Novartis on April 22, 2014, announced a succession of deals in a sweeping restructuring. It agreed to buy GlaxoSmithKline’s (GSK) oncology products unit for US$14.5 billion, plus another US$1.5 billion subject to certain milestones. In turn, it divested its vaccines business to GSK for US$7.1 billion, plus royalties. The two companies also announced the creation of a new consumer healthcare business through a joint venture, in effect combining Novartis’ OTC drug business with GSK’s consumer business, with nearly US$10 billion in annual sales. In a separate deal, it hived off its animal health business to Eli Lilly for US$5.4 billion.
The deals – given their scale and impact – principally reshape Novartis, which has been evaluating its businesses since last year. The move reflects a strategic imperative to focus on higher margin products, such as cancer drugs, and let go of low margin ones, which rely on scale and volume. This signals a momentous shift for the firm, which under its previous chief executive transformed into an expansive healthcare behemoth, fueled primarily by M&As. The deals have substantial implications for GSK as well, reorienting its business across respiratory, HIV, vaccines, and consumer health products – together accounting for nearly roughly 70 percent of its sales. It also consolidates its position as the leading global vaccine player.
These changes reflect an important inflection point for the pharmaceutical industry. The industry is coming to terms with multi-faceted challenges arising out of patent cliff implications, middling R&D productivity, and rising consolidation, leading to a rethink of business models.
Life sciences M&A bandwagon
Bigger is not always better
Consolidation has been a standard practice adopted by Big Pharma to tide over industry challenges, maintain growth momentum, diversify into emerging geographical and product markets, beef up R&D efforts, and boost sagging drug pipelines.
However, with middling R&D productivity, patent cliff losses, and expansion into newer product/service lines, pharma companies are reconsidering the conventional paradigm to factor in these multi-pronged challenges. Incessant consolidation has had a detrimental impact on many companies with decreasing post-merger productivity, culture mismatch, integration challenges, and declining agility.
That has resulted in firms such as Novartis refocusing their priorities to focus on core competencies instead of having its fingers in too many pies. These restructuring efforts call for a carefully thought-out technology strategy that encompasses organization-specific challenges and hurdles. The roadmap for pharmaceutical firms must be evaluated on a profitability-productivity matrix to test for efficacy. The imperatives brought by wholesale value chain digitization in the pharmaceutical industry entail a re-examination of the organizational structure and resource allocation/rationalization required for driving top line and bottom line growth. Technology will serve as a key enabler to free up resources and ensure optimal utilization levels.
The profitability-productivity matrix of pharmaceutical firms
Big Pharma will continue to take the acquisitions route as new drug development becomes more expensive and exhibits declining productivity. But companies need to take a more balanced and individualized approach as they assess their unique value proposition and go-to-market strategies in order to thrive in the new world order.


--- Your objective ---
The result should be every line of the listing that holds the word "would".

--- Material to process ---
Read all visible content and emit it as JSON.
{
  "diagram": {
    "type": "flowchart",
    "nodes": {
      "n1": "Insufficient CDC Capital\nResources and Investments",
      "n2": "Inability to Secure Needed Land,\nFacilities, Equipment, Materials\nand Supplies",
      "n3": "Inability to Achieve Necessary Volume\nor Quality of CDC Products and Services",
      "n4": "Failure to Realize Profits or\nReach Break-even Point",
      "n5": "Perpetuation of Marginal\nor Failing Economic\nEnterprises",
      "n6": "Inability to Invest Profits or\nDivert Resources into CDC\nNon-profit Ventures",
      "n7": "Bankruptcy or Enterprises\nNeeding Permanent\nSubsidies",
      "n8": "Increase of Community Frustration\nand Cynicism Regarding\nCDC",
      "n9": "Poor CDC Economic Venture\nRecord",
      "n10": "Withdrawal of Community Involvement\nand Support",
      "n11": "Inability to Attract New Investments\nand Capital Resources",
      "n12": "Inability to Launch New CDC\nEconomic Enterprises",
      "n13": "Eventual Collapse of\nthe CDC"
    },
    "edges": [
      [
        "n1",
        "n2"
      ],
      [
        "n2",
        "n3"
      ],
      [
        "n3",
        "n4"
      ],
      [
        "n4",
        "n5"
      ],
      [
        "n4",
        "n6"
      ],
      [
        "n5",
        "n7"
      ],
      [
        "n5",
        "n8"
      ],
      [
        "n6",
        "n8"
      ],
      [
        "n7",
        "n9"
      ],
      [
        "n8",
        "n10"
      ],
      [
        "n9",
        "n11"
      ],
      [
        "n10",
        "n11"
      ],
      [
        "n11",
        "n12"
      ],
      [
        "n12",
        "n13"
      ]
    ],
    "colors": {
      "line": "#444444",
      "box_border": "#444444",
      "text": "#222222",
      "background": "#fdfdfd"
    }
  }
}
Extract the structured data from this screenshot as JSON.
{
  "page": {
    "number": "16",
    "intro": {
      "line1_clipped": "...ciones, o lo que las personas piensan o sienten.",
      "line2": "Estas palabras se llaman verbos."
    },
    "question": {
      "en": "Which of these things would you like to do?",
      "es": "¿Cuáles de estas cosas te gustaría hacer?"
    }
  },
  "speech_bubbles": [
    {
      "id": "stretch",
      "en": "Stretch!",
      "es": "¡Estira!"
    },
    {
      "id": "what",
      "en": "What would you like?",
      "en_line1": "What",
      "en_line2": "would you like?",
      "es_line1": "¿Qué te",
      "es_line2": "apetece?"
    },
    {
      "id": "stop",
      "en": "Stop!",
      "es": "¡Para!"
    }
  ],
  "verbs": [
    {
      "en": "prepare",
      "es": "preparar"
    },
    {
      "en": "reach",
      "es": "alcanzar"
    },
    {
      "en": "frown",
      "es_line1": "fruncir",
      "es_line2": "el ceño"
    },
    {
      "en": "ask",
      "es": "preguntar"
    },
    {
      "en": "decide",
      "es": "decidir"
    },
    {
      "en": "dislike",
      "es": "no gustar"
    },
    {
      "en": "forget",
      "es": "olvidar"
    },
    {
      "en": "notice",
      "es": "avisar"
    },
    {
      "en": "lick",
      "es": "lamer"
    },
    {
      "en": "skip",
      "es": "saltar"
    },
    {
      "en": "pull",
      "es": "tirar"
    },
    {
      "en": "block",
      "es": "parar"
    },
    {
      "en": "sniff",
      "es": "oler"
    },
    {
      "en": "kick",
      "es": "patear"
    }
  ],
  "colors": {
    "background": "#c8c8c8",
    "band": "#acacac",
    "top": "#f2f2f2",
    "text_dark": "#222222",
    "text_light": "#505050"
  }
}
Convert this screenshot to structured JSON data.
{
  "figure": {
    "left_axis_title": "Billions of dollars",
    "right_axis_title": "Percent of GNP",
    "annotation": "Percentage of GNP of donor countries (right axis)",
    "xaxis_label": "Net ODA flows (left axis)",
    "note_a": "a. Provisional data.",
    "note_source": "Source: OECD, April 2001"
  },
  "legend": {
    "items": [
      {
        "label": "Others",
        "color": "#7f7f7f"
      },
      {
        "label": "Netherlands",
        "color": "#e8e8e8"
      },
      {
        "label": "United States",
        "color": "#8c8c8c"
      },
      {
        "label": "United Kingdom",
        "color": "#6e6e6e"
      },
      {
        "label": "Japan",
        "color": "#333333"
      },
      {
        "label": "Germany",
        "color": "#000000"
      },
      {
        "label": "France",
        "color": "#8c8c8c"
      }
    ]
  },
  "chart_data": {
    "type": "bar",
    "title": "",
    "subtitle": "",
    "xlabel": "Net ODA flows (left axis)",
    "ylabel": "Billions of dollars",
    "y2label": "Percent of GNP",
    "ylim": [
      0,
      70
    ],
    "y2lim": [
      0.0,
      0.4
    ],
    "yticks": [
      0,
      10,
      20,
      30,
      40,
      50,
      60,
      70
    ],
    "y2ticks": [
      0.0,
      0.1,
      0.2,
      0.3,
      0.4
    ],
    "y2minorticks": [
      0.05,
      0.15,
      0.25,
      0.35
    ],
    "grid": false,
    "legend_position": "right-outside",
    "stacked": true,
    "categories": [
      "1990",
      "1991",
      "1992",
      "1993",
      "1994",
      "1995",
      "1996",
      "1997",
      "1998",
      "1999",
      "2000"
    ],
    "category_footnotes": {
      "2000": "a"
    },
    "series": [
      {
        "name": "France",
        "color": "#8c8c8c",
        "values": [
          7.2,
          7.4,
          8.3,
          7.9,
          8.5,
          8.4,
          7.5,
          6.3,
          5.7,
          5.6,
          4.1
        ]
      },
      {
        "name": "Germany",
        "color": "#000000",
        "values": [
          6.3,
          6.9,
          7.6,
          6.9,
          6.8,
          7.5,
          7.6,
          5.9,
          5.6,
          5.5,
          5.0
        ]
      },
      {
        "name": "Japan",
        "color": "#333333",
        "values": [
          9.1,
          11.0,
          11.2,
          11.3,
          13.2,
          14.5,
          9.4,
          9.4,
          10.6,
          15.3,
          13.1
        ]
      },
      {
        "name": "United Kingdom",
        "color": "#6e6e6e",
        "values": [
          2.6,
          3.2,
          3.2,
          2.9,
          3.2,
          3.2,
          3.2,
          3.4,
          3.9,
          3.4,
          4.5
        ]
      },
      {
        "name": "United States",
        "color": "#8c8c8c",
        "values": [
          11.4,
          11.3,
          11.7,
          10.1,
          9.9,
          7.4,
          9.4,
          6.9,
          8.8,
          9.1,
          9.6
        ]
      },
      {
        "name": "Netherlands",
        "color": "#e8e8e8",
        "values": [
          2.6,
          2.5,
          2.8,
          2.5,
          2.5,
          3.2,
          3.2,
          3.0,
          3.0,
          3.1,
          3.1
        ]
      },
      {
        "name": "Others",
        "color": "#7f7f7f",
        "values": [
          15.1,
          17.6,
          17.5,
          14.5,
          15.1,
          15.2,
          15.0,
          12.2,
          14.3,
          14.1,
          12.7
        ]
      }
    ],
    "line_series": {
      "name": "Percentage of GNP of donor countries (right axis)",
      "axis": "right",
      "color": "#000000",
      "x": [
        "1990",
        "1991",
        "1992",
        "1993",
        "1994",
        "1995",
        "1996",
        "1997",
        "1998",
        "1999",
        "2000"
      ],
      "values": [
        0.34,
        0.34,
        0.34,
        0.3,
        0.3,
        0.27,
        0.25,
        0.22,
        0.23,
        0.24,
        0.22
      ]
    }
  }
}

--- Output for this exercise ---
      "en": "Which of these things would you like to do?",
      "en": "What would you like?",
      "en_line2": "would you like?",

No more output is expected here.